Nielsen/Arbitron merger puts cross-platform data on the horizon

Selling inventory across properties and platforms is historically difficult, plagued by confusion for the buyer and heavy educational lift for the seller. Part of the challenge lies in reconciling different measurement methods. When media planners must grapple with opportunities defined partly by siloed data formats, buying naturally falls within those silos.

One potential in the Nielsen acquisition of Arbitron, approved on Friday and expected to close next Monday, is the creation of cross-platform measurement standards that will smooth over the knowledge gaps between radio, streaming, and television consumption. Ideally, agencies seeking demographic or other audience categories would view an integrated usage landscape and position their brands with greater intelligence and efficiency. On the content side, seats might be more equitably positioned around the table, given a smarter and more integrated view of audience proportions. As Tom Taylor remarked, to many stakeholders a utopian integrated market “is so close they can taste it.”

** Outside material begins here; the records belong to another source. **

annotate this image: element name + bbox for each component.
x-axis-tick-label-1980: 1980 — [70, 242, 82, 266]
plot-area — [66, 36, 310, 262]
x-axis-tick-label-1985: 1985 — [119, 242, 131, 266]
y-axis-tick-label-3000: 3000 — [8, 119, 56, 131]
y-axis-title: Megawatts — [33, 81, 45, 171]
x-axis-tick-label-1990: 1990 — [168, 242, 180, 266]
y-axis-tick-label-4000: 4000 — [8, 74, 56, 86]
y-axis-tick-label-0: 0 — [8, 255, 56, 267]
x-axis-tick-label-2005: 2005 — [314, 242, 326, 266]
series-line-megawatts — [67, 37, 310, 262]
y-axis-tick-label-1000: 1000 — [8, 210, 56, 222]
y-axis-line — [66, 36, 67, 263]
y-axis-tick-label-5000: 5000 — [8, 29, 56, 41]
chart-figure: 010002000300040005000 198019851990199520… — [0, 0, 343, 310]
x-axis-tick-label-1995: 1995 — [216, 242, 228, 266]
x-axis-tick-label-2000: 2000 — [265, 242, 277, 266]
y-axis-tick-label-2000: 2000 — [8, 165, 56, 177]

The Nielsen/Arbitron merger was agreed upon in principle in April, as a $48-per-share grab worth $1.6B. Friday’s FTC approval hinges on remedies designed to solve potential competitive strangulation.

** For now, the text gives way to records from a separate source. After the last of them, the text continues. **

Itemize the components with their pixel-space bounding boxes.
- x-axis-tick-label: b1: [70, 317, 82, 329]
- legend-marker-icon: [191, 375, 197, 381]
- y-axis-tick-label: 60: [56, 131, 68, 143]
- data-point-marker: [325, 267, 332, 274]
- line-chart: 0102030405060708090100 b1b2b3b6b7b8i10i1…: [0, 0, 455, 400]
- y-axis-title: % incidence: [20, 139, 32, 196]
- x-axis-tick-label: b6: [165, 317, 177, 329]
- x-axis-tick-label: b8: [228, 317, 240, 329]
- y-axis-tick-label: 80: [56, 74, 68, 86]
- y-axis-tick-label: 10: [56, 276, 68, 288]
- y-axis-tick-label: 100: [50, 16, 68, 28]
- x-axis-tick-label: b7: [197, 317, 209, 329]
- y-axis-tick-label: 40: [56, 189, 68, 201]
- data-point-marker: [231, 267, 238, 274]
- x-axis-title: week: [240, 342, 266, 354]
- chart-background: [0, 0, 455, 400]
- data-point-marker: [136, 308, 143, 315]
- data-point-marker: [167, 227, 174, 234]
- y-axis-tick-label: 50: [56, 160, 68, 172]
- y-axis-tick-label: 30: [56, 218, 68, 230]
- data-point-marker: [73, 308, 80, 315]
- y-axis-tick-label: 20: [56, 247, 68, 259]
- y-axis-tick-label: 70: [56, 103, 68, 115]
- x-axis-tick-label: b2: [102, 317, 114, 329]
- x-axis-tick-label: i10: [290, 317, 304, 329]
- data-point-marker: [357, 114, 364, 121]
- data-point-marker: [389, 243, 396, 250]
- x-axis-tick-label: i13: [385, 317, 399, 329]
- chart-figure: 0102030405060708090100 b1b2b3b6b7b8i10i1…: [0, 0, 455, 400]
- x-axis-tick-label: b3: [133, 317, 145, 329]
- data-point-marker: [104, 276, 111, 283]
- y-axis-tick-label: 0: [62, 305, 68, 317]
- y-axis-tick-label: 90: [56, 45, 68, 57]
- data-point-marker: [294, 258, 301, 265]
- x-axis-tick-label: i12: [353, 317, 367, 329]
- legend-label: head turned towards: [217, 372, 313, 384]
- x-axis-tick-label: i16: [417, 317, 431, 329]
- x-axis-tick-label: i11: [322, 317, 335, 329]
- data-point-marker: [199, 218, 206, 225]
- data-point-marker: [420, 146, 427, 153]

The agency’s concern is that, in eliminating competition between the two data giants, and creating a cross-platform behemoth, clients would pay more for consolidated measurement than they did when dealing with separate entities. Further, a discouraging Goliath-vs.-upstarts scenario looms large in the FTC’s consideration of this merger.

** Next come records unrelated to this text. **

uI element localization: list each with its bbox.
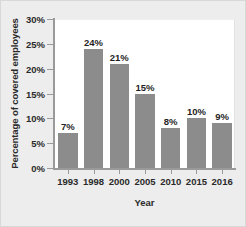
bar-slot: 8% xyxy=(158,19,184,168)
x-axis-tick xyxy=(145,170,146,174)
y-axis-tick xyxy=(47,19,53,20)
bar-series: 7%24%21%15%8%10%9% xyxy=(55,19,235,168)
bar-value-label: 7% xyxy=(55,121,81,132)
bar xyxy=(58,133,78,168)
y-axis-tick xyxy=(47,143,53,144)
y-axis-tick xyxy=(47,44,53,45)
x-axis-tick-label: 2000 xyxy=(109,176,130,187)
x-axis-tick xyxy=(171,170,172,174)
x-axis-tick xyxy=(94,170,95,174)
x-axis-tick xyxy=(68,170,69,174)
bar xyxy=(135,94,155,169)
x-axis-tick-label: 2005 xyxy=(134,176,155,187)
chart-screenshot: Percentage of covered employees 0%5%10%1… xyxy=(0,0,246,227)
bar-value-label: 10% xyxy=(184,106,210,117)
figure-frame: Percentage of covered employees 0%5%10%1… xyxy=(1,1,245,226)
bar xyxy=(187,118,207,168)
y-axis-tick-label: 25% xyxy=(15,38,45,49)
y-axis-tick-label: 10% xyxy=(15,113,45,124)
x-axis-tick-label: 1998 xyxy=(83,176,104,187)
bar-value-label: 15% xyxy=(132,82,158,93)
bar xyxy=(212,123,232,168)
bar-value-label: 8% xyxy=(158,116,184,127)
x-axis-tick-label: 2015 xyxy=(186,176,207,187)
bar xyxy=(84,49,104,168)
x-axis-title: Year xyxy=(54,197,235,208)
bar-value-label: 21% xyxy=(106,52,132,63)
x-axis-tick-label: 2010 xyxy=(160,176,181,187)
bar-slot: 9% xyxy=(209,19,235,168)
y-axis-tick-label: 15% xyxy=(15,88,45,99)
bar-slot: 10% xyxy=(184,19,210,168)
bar xyxy=(110,64,130,168)
y-axis-tick xyxy=(47,69,53,70)
bar-slot: 24% xyxy=(81,19,107,168)
x-axis-tick-label: 1993 xyxy=(57,176,78,187)
y-axis-tick-label: 30% xyxy=(15,14,45,25)
x-axis-tick xyxy=(196,170,197,174)
x-axis-tick xyxy=(119,170,120,174)
x-axis-tick-label: 2016 xyxy=(212,176,233,187)
y-axis-tick xyxy=(47,118,53,119)
y-axis-tick-label: 5% xyxy=(15,138,45,149)
bar-slot: 7% xyxy=(55,19,81,168)
bar xyxy=(161,128,181,168)
y-axis-tick-label: 0% xyxy=(15,163,45,174)
bar-value-label: 9% xyxy=(209,111,235,122)
bar-value-label: 24% xyxy=(81,37,107,48)
y-axis-tick-label: 20% xyxy=(15,63,45,74)
y-axis-tick xyxy=(47,168,53,169)
x-axis-tick xyxy=(222,170,223,174)
bar-slot: 15% xyxy=(132,19,158,168)
bar-slot: 21% xyxy=(106,19,132,168)
y-axis-tick xyxy=(47,94,53,95)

The solution requires Nielsen to provide intellectual assets and technical assistance to an FTC-approved third party — a remedy that does more than just allow competition; it fosters it. The remedy essentially creates and nurtures a startup cross-platform competitor. (FTC PR here. Full statement here.)

The technology in question is Arbitron’s Portable People Meter (PPM), currently in use by ESPN and comScore. The FTC mandate requires that licensing arrangement and product support to continue for eight years. Nielsen also clarified in this morning’s conference call its obligation to license and support the PPM platform for other emerging companies.

Speaking of competition, the FTC commissioners are not speaking with a unified voice in this case. Commissioner Joshua Wright disputes the remedy, and asserts that the merger should transpire sans the competition remedies. Wright’s headline quote: “In fact, there is no commercially available national syndicated cross-platform audience measurement service today. The Commission thus challenges the proposed transaction based upon what must be acknowledged as a novel theory—that is, that the merger will substantially lessen competition in a market that does not today exist.” (FTC dissenting view here.)

Commissioner Wright’s argument aside, the FTC remedy is not inconveniencing Nielsen CEO David Calhoun’s buoyant reception of the acquisition conditions. The Nielsen chief’s public statement calls the FTC package a “highly acceptable outcome.”